Week Two: An Introduction to Somatics, the Resilience Toolkit and Liberatory Ways Of Being
Camille Sapara Barton
Camille Sapara Barton author of Tending Grief will facilitate this BIPOC only session around somatics and racial justice.
Arika have been creating events since 2001. The Archive is space to share the documentation of our work, over 600 events from the past 20 years. Browse the archive by event, artists and collections, explore using theme pairs, or use the index for a comprehensive overview.
Camille Sapara Barton author of Tending Grief will facilitate this BIPOC only session around somatics and racial justice.
Quintessentially British, The Bohman Brothers’ music is a home-made and DIY conflux of some of the most virulent strains of experimental music.

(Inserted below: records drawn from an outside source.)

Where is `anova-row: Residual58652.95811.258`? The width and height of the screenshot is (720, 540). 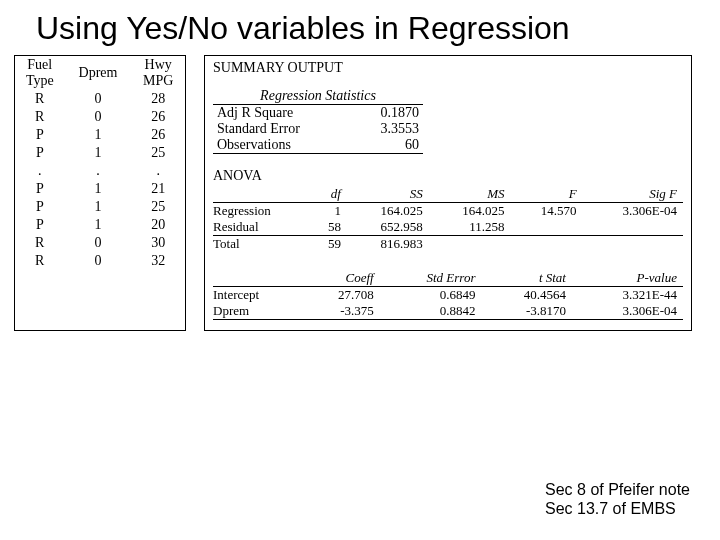
anova-row: Residual58652.95811.258 is located at coordinates (448, 228).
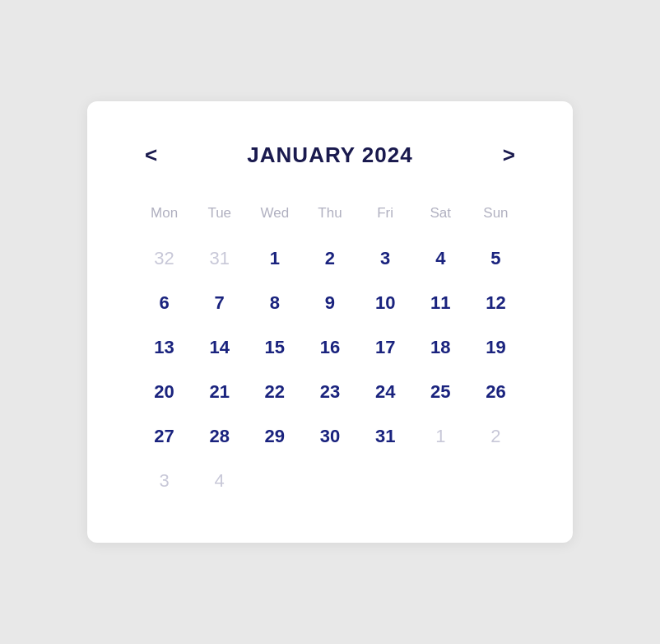  I want to click on day-cell: 11, so click(441, 303).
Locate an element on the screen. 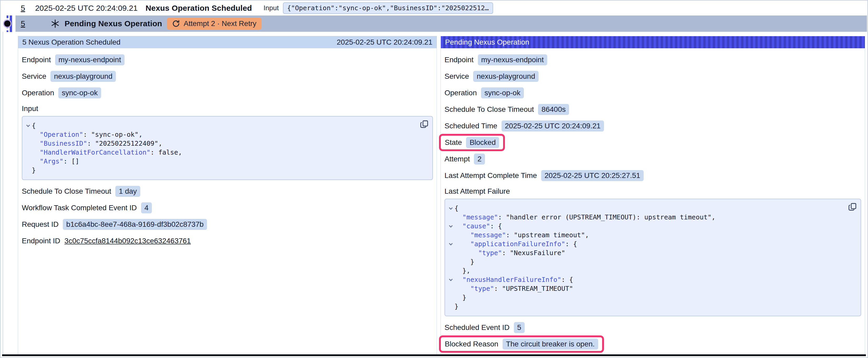 This screenshot has height=358, width=868. event-row-pending: 5 Pending Nexus Operation Attempt 2 · Ne… is located at coordinates (441, 24).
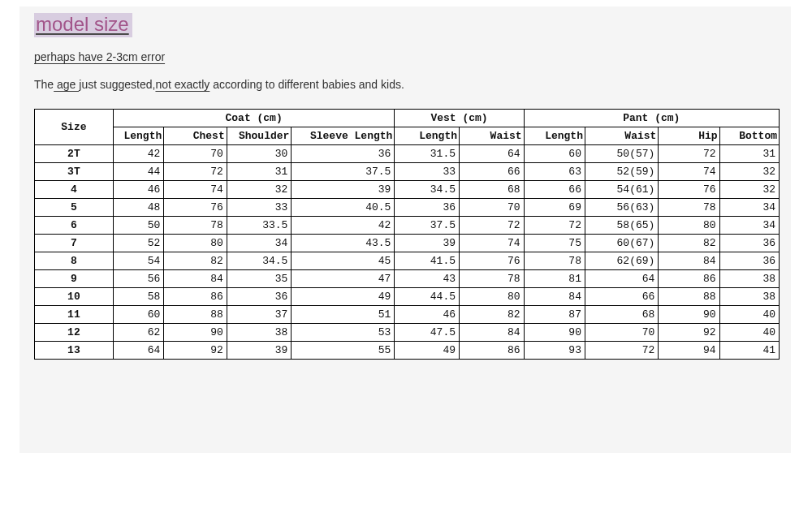 The width and height of the screenshot is (812, 517). Describe the element at coordinates (408, 127) in the screenshot. I see `table-header: Size Coat (cm) Vest (cm) Pant (cm) Lengt…` at that location.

Rather than asking the state for services, what kinds of change are made possible when we prioritise people supporting each other?
Julius Eastman’s Evil Nigger for 4 pianos performed by Joe Kubera, Kate Thompson, David Murray, Alan Fearon and Simon Passmore.
A new interpretation of Kosugi’s Catch-Wave, producing a cloud of fluctuating, hypnotic drones, in front of a backdrop of projected waves.
For day five of Ultra-red’s project, the investigation will review the previous work undertaken together, and perhaps draw up a summary of reflections and pose some future questions.
Can our favourite Vegas-born poet of prophetic blackness and a South Central transmuter of social rage into beauty feel through each other?
Artist Derek Lodge running a specially designed social space, somewhere for conversation, story-telling and interaction.
Nothing if not repetitive, film is founded on the incremental succession of minute difference. But how does repetition of the same play out, and is it a tool to comment on the standardising repetition of the mass media?
A performance for dry ice and four specially constructed steel tables, each one heated by a single candle until searingly hot.
A testimony to poverty from Chris’s own experiences, and an invitation to engage with an all too typical situation and context through a kind of imaginary listening.